Bugzilla is a tool to submit bugs and limited enhancement requests about most official Maemo-related websites (maemo.org, maemo.nokia.com, etc.), many community-developed applications, and the software and applications in the Maemo platform. On the scale of all feedback Nokia factors into its product design it is extremely small (to take one example, Nokia's internal tracker is pushing 125,000 bugs while we've just passed 6250). By extrapolating what you have from my 95% quote you are vastly overestimating the influence bugzilla has on the total feedback Nokia gathers about its product design (this is unfortunate and has led to a lot of frustration for me, but I'll address this point later).
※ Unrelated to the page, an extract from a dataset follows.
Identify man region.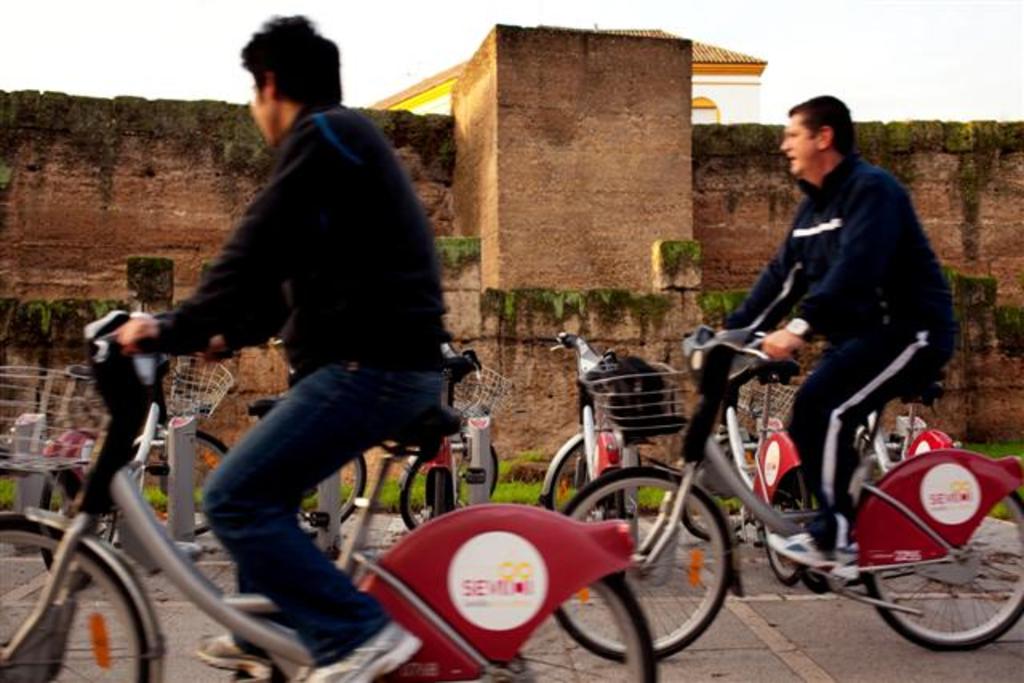
Region: (left=704, top=85, right=958, bottom=582).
When you see me say that I don't want 95% of users reporting bugs you assume I mean that I don't care about the opinions of those users, but this is not the case! Bugzilla is not a tool that can nor ever will adequately serve those users' needs, and trying to bring them into it only serves to frustrate the users and the existing bugzilla participants. Developers and users do not get along well. They do not speak the same language, they do not value the same things and putting them together isn't always a productive endeavor. This is why, in most projects, the developers don't do UX design.

Originally Posted by krisse View Post
The problem is that these guidelines are sometimes being applied blindly to the extent that they break common sense.
I agree entirely, but that's somewhat outside the scope of this particular discussion. It should be noted, though, that internal developers probably have a harder time fixing the UI specification than even we do.

Originally Posted by krisse View Post
The people drawing up the guidelines aren't the ones handling the bugs, so there's apparently no feedback shaping those guidelines.
This, of course, is definitely not the case. As I said before, the public bugzilla makes up only a very small portion of the total feedback that Nokia elicits. They use focus groups, they listen to Nokia Care (in aggregate), they send out surveys, and they hire contractors to do even more of this for them. Nokia is generally not a stupid company, and assuming that the maemo.org bugzilla is their only source of input is silly.

Originally Posted by krisse View Post
If the guidelines cause problems then the guidelines have bugs in them.
Yes, in my opinion, they frequently do, but, again, outside the scope of this topic and something that's been rehashed a thousand and one times. It's not something we can fix from the outside so there's little point in wasting too much energy on it.

Originally Posted by krisse View Post
They DO effing report bugs! Most of the messages I got on tablet school were bug reports of one kind or another.
. . . and you were doing exactly the right thing by forwarding them to bugzilla. This is how it should work, perhaps people interested in doing this should formalize themselves, though.

Originally Posted by krisse View Post
They discussed error messages, problems with apps, and confusion over how to do things.
Only the first two actually qualify as bugs, the third really belongs in Brainstorm.

Originally Posted by krisse View Post
They were giving very valuable data on how maemo could be made more reliable and easier to use, but no one is collecting that data.
Again, this is most certainly not the case.

Originally Posted by krisse View Post
You cannot, simply cannot, make a product for ordinary users unless you listen to ordinary users. It simply won't work.
And you think the only place Nokia gets feedback from end users is through bugzilla? Or that I have any control over that?

Originally Posted by krisse View Post
If you have a product shaped entirely by feedback from hobbyists, you'll end up with a product that only hobbyists want to use.
We have a product where hobbyist input is a very small portion of the input being incorporated. This is quite obvious with the increasing hobbyist discontent with many of Nokia's design decisions (both hardware and software) with each new generation.

So, to summarize:
  • My earlier points were referring only to bugzilla.
  • Bugzilla is a tool for developers and enthusiasts, it does not serve users well and never will.
  • Bugzilla is far from the only input source Nokia users (in fact, it's a ridiculously small one on the scale we're talking about).
  • End users are quite adequately represented (actually, I'm quite sure several people here would argue over-represented) through the masses of feedback Nokia receives through dozens of other channels.
If you have questions about any of my points here, kindly address them to me directly, thanks.